Choosing a commission advance company is mostly an exercise in avoiding the few ways the decision goes wrong. The good providers look broadly similar on the surface. The difference shows up in the fine print, in how fast they actually fund, and in whether they understand the deal you are bringing them. This guide gives you a framework to evaluate any provider on the things that matter, the questions to ask before you sign, and the warning signs that should end the conversation.
You are selling an earned commission for cash now. So the provider's job is narrow and specific: verify your commission quickly, price it transparently, fund it fast, and collect cleanly at payout without creating problems with the people who pay you. Every criterion below is just a way of measuring how well a company does that one job.
Score any provider on these seven criteria. A strong company is good on all of them, not just the headline rate.
This is the single most important criterion, because it is where brokers get hurt. You want a clear, flat, time-based fee and a total dollar cost you can see before you sign. Watch for stacked charges, an origination fee, an underwriting fee, or a processing fee sitting outside the quoted rate, and for any structure that compounds. A lower headline rate with add-ons can easily cost more than a higher flat rate with nothing on top. Always compare on total cost at your expected payout date. The specific pricing traps are detailed in the guide on red flags in commission advance pricing.
A provider who works commercial leasing deals all day understands occupancy triggers, tenant improvement delays, and the execution-versus-occupancy split. One who mostly funds residential commissions does not, and that mismatch shows up as slower verification, awkward questions, and terms that do not fit how leasing actually pays.

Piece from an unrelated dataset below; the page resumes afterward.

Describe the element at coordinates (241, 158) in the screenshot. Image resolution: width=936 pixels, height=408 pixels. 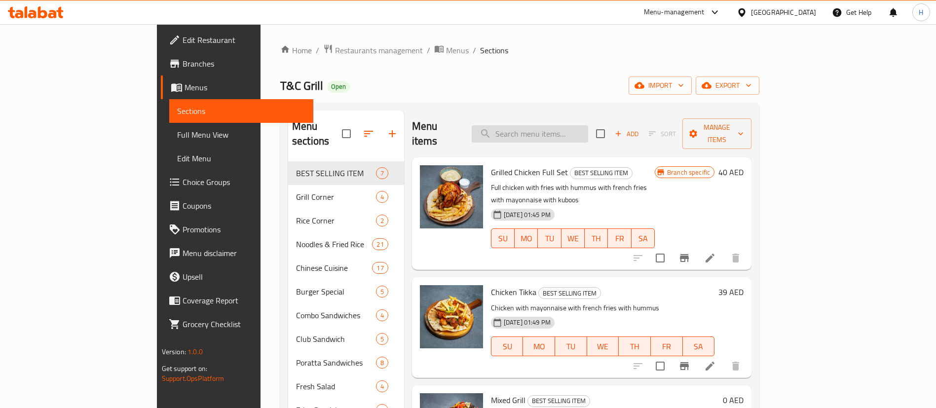
I see `a: Edit Menu` at that location.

A specialist underwrites your deal faster because they already speak the language. This is the core of the case made in the guide on why specialists beat generalists.

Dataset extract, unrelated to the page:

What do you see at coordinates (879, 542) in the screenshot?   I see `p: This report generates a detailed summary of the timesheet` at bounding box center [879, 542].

Speed is usually the reason you are doing this at all. Ask how fast a clean file funds, and what specifically drives their timeline. A good answer is measured in a day or two for a clean, verified commission. Be wary of vague answers or processes that sound more like a loan underwriting than a receivable verification.
Read how the advance is actually structured. How much is advanced versus held back, and how is the holdback reconciled at payout. What happens if the commission comes in lower than expected, or if the payout is delayed. Whether there is any recourse to you personally. The cleanest structures keep this a sale of a receivable with a holdback buffer, not a borrowing with personal exposure stitched onto it.

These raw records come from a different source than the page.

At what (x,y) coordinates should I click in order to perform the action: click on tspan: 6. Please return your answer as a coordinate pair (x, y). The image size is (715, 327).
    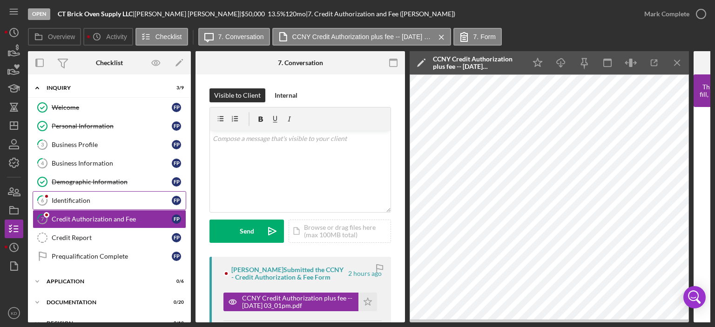
    Looking at the image, I should click on (42, 200). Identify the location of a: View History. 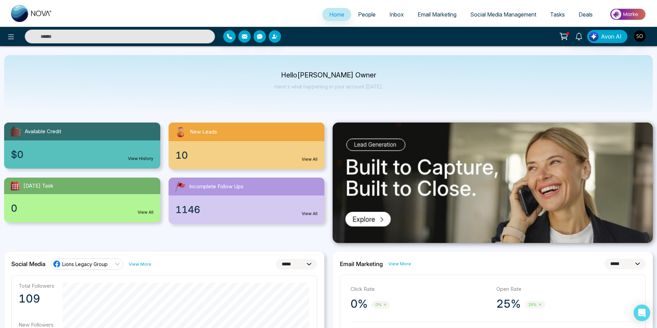
(141, 158).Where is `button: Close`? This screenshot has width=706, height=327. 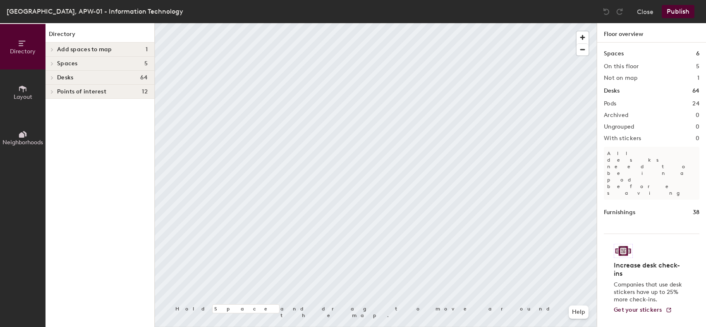
button: Close is located at coordinates (645, 12).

The provider will contact the paying party to verify the commission. You want that handled professionally and quietly, as a routine confirmation, not as anything that strains your relationship with a landlord or brokerage. Ask how they approach verification and notification, because they are touching people you have to keep working with.
When a deal has a wrinkle, you want a person who picks up and sorts it out, not a portal and a ticket number. Responsiveness during the application is a fair preview of responsiveness when something needs fixing. A provider who is hard to reach while trying to win your business will not get easier afterward.
Look for a provider with a real history of funding commercial leasing commissions, brokers who will vouch for them, and terms that have held up over time. Longevity and references are a reasonable proxy for whether the company does what it says when it matters.
Rate each provider one to five on the seven criteria, then weight the ones that matter most to you. For most brokers, fee transparency and funding speed carry the most weight, with commercial expertise close behind. Add it up and the right choice is usually obvious. The point of scoring is to stop you from picking on headline rate alone, which is exactly the trap predatory pricing relies on.
A few things are not worth working around. A provider who will not put the total dollar cost in writing. A quoted rate that turns out to have fees stacked on top of it. Pricing that compounds or that gets open-ended if the payout drags. Pressure to sign before you have read the terms. Any of these is a reason to walk. The full list, with how to spot each one in the fine print, is in the guide on red flags in commission advance pricing.
Once you have the framework, the shortlist gets short fast. If you want to see it applied, the guide on the best commission advance companies for commercial brokers ranks providers against these criteria, and the side-by-side comparison lays their pricing and features out next to each other. Cash For Commish is built around the criteria above: a flat, transparent fee, commercial leasing as the entire focus, and fast funding on clean files, which is the standard this framework is designed to surface.
Fee transparency. A clear, flat, time-based fee with the total dollar cost shown up front protects you from the stacked and compounding structures that make a cheap-looking rate expensive. Compare providers on total cost at your expected payout date, not on headline rate.
It can. A commercial leasing specialist understands occupancy triggers and build-out delays and tends to verify and fund faster, while a residential-focused provider may not fit how leasing pays. See the guide on why specialists beat generalists.
Score both on the seven criteria, get each one's total dollar cost on the same deal at the same payout date, and weight fee transparency and speed most heavily. The side-by-side comparison guide is built to make this easy.
This guide is general information for commercial real estate brokers and is not financial, tax, or legal advice. Evaluate providers on your own deal and terms. Confirm specifics with each provider.